15 December 2010

Pundit for a Day

I've been reading Cringely for decades, and especially, along with most who read him it turns out, his annual predictions.  Since leaving his PBS gig, he hasn't been doing them.  Sniff.  But today he announced that he would do another, and invited his readers to contribute same.  Well.  Not one to turn my nose up at the possibility of 15 seconds of fame (he allowed that any reader predictions would be printed with attribution, which he sort of has to do) I offered up what follows.


Just one, sort of.

I've been banging a drum for SSD for a number of years, at least since Intel released their flash version (in true Enterprise, Texas Memory has been shipping DRAM parts for decades, but that's another story).

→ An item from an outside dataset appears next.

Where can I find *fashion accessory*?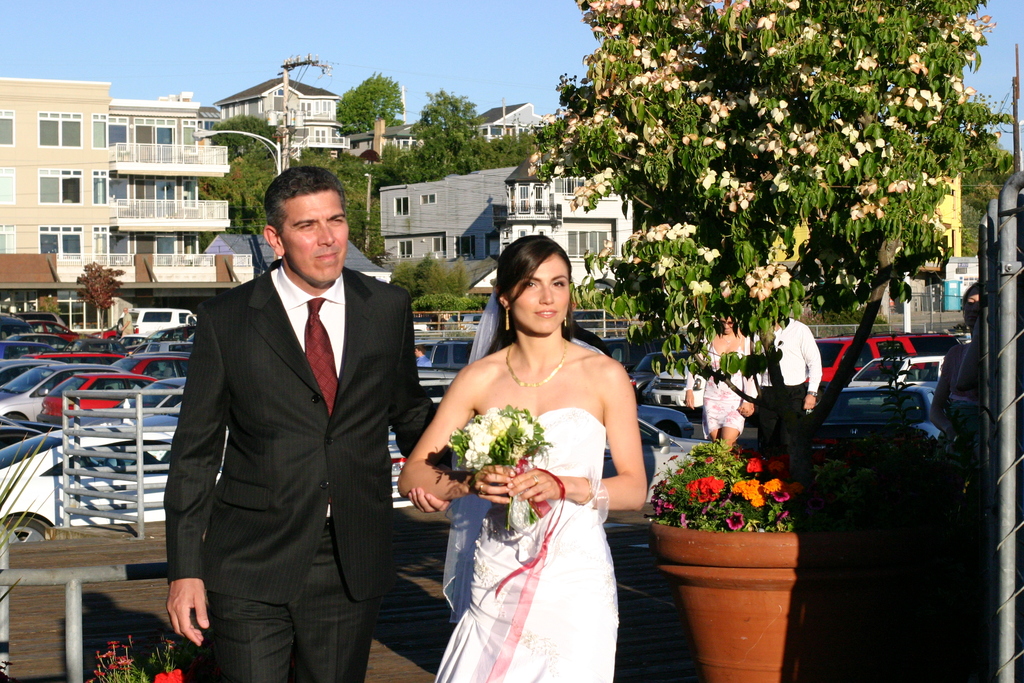
You can find it at bbox=[304, 298, 340, 418].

When STEC, Violin, et al started to build "Enterprise" flash SSD those few years ago, the notion they promoted was that SSD would replace HDD, byte for byte.  That didn't happen, largely IMO because the storage vendors (SSD makers and storage OEMs) couldn't develop a value story.

There always was a story:  the Truly Relational RDBMS (not the flatfile dumps common in Fortune X00 companies which moved their COBOL/VSAM apps to some database) is (so far) the only thing which exercises the real strength of the SSD:  random IOPS.  But to get that benefit, you have to have a BCNF (or better) database, and join the shit out of it.  The COBOL/VSAM and java apps devs don't think that way; they love their bespoke written loops.

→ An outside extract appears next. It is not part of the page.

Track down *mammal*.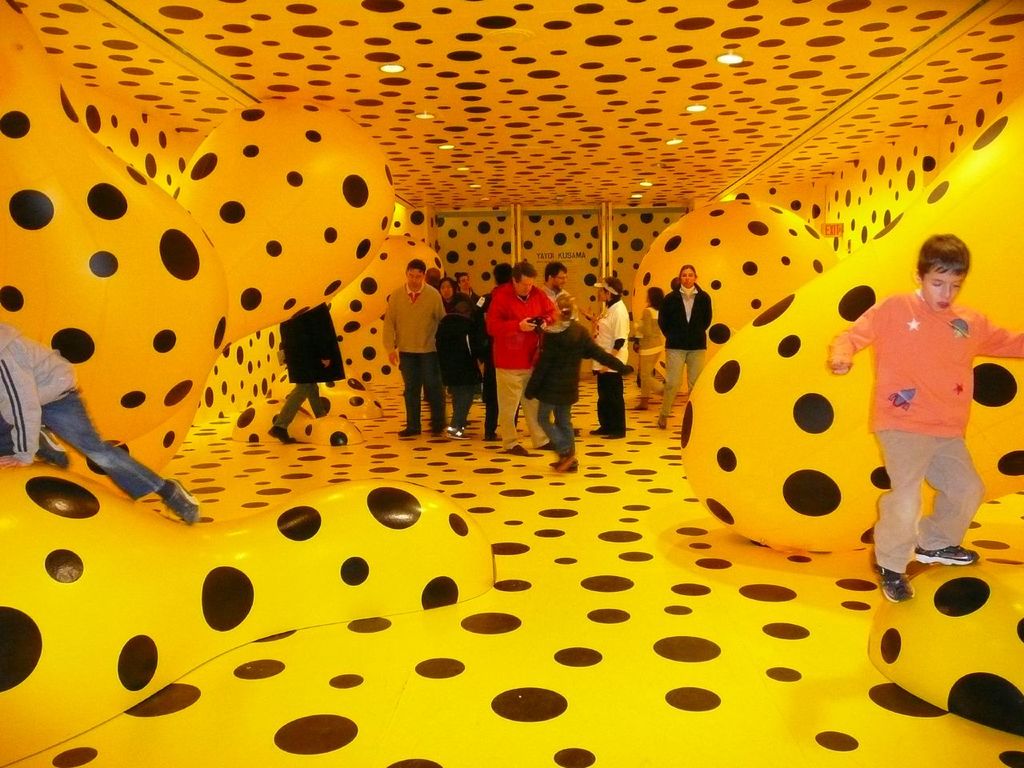
Tracked to x1=442 y1=276 x2=454 y2=298.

So, what we've got now is SSD as front end cache to HDD arrays.  And SSD as game machine and laptop speed up.  Enterprise hasn't yet bought SSD as primary storage.  Hmmm.

In 2011, we will see that.  My guess is Oracle will be the lead.  It works this way.  Larry wanted Sun, not for java or MySql, but the hardware stack.  What Larry needs is that last group of holdouts:  IBM mainframe apps.  To do that, he needs a credible alternative to the z machine ecosystem. 

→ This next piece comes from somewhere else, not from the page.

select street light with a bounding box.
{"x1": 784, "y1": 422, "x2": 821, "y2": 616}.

He has that now, but it ain't COBOL.  He needs a value story to get those COBOL/VSAM apps.  Whether you buy that Oracle is the best RDBMS or not, Larry can make the case, particularly since his competitors (save IBM) have adopted the MVCC semantic of Oracle. 

Pushing highly normalized databases, with most/all of the business logic in the database (DRI and triggers and SP) running on SSD makes for a compelling story.  But you've got to spend some quality time building the story and a POC to go with it.  Larry's going to do it; he hasn't any choice.  And it makes sense, anyway.

Remember, a RDBMS running on SSD is just an RCH from running an in-memory database.  You don't need, or want, lots of intermediate caching between the user screen and the persistent store.  Larry's got the gonads to do it.